After Finding a Cure for Boredom, Biologist Tackles Genetics
Luis Villarreal did not grow up pondering the riddles of human existence.
He grew up in the rough and ragged streets of East Los Angeles, spending his high school years pondering the intricacies of motorcycle engines.
That he is now pushing out from the edge of what is known about the genetic mechanisms of the human body is more a result of boredom than ambition, as he tells it.
“I never envisioned myself doing what I’m doing now,” said Villarreal, 47, a UC Irvine molecular biologist who founded the Center for Viral Vector Design on campus five months ago. “I sort of backed into this career by avoiding all the things I didn’t want to do. Somehow, I ended up doing this.”
The center is a workshop of sorts, where Villarreal and other researchers are developing specialized viruses to be used as “vectors,” or delivery systems, for genetic material cloned in the campus lab.
The advances of recombinant DNA technology during the last two decades have raised public expectations that such gene transfers will soon provide a cure for a number of inherited and acquired diseases. But the creation of a biological delivery system that will effectively counteract genetic deficiencies and not be rejected by the human host remains a significant problem, said Villarreal, who finds the challenge a sufficient cure for boredom.
“I’ve always been curious about how things work. I’ve been a tinkerer forever. When I was a kid, I took apart my brother’s 10-speed bike, including the derailleur, and hundreds of ball bearings fell all over the garage floor. Somehow, I managed to get it all back together. I guess that’s a characteristic I have that has been useful in problem-solving.”
Villarreal’s flair for improvisation was not always appreciated. In high school, his ability to devise solutions to problems on a physics exam was called into question.
“I used a method that I now know is called analytical geometry, but I didn’t have a clear sense of what I was doing back then,” he said. “I analytically determined what the answers should be, and I got the highest score in the class by doing that.
“If I had a student these days who had come up with an innovative way to solve a problem like that, that would be someone to really encourage. But in my case, I was told, ‘There’s no way you could have beat these other students because you have not taken trigonometry. You must have cheated.’ ”
Villarreal grew up in a family of three brothers whose parents had not gone beyond the fourth grade. After high school graduation, Villarreal enrolled at a community college, looking for the training that would earn him a steady job as a medical technician.
“After one year of taking courses at a junior college, I was bored to tears with it. It was just memorization.”
His search for intellectual intrigue led to a bachelor’s degree in biochemistry from Cal State L.A., a doctorate in biology from UC San Diego and a research fellowship in 1976 with genetic researcher Paul Berg at Stanford University, who won the Nobel Prize in chemistry in 1980 for his pioneering work.
Shortly before Villarreal arrived at Stanford, Berg had called for a moratorium on genetic research over concerns about the potential for abuse.
Though the scientific community’s fears have largely been assuaged, Villarreal said there is a persistent public perception that genetic engineering amounts to a violation of the laws of nature.
“The prevailing public view of people in science is the stereotype of the mad scientist. Yet, if you look at the contributions of scientists toward the well-being of the planet, they’ve been very active.”
He tells the story of a parasitic wasp that doesn’t make nests.
“When they find an insect larva, they inject an egg into it and the egg will develop inside it. In order to grow in another organism, you have to turn off the immune system of that organism.
“And the way the wasp does it is that it makes a virus that gets into the larva and turns off the immune reaction in the insect larva so the egg can grow. That’s gene therapy. People keep thinking they’ve discovered things that nature hasn’t done. Then we find out, sure enough, it is a natural process after all.”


→ **To do**:
Transcribe every line from the one containing "Identify the location" through the end of the records below, exactly, but not the pictures.

→ **Data provided**:
============

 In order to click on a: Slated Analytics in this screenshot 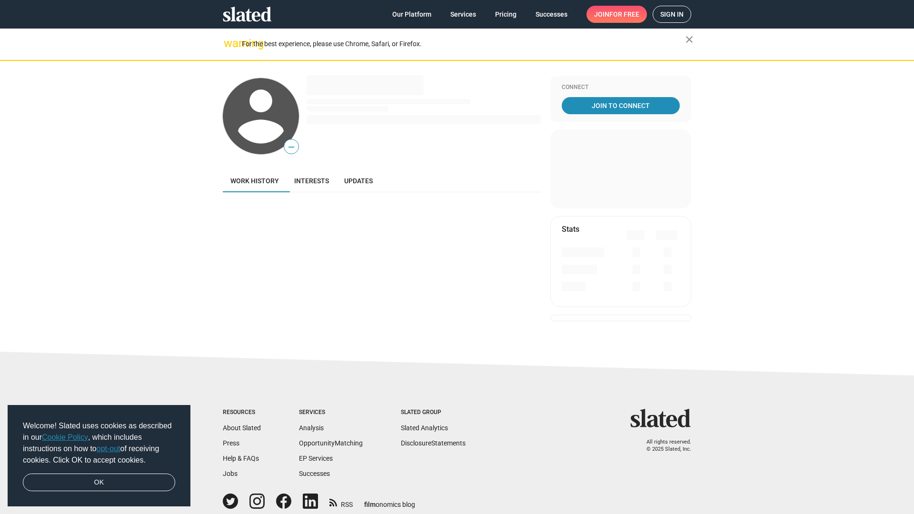, I will do `click(424, 428)`.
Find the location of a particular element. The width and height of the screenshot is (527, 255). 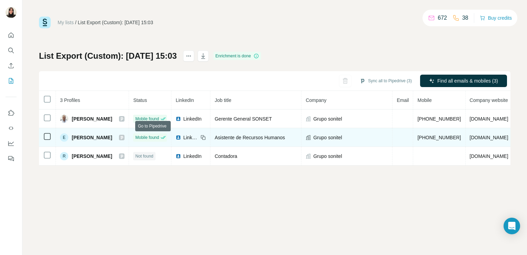

button: Search is located at coordinates (11, 50).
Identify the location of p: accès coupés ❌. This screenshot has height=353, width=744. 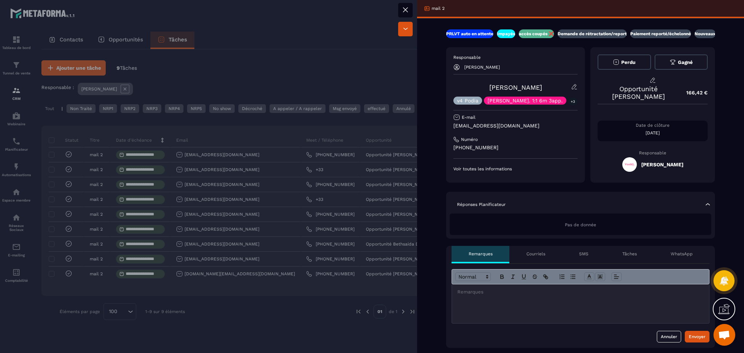
(537, 34).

============

→ **Reply**:
Identify the location of p: accès coupés ❌. This screenshot has height=353, width=744. 
(537, 34).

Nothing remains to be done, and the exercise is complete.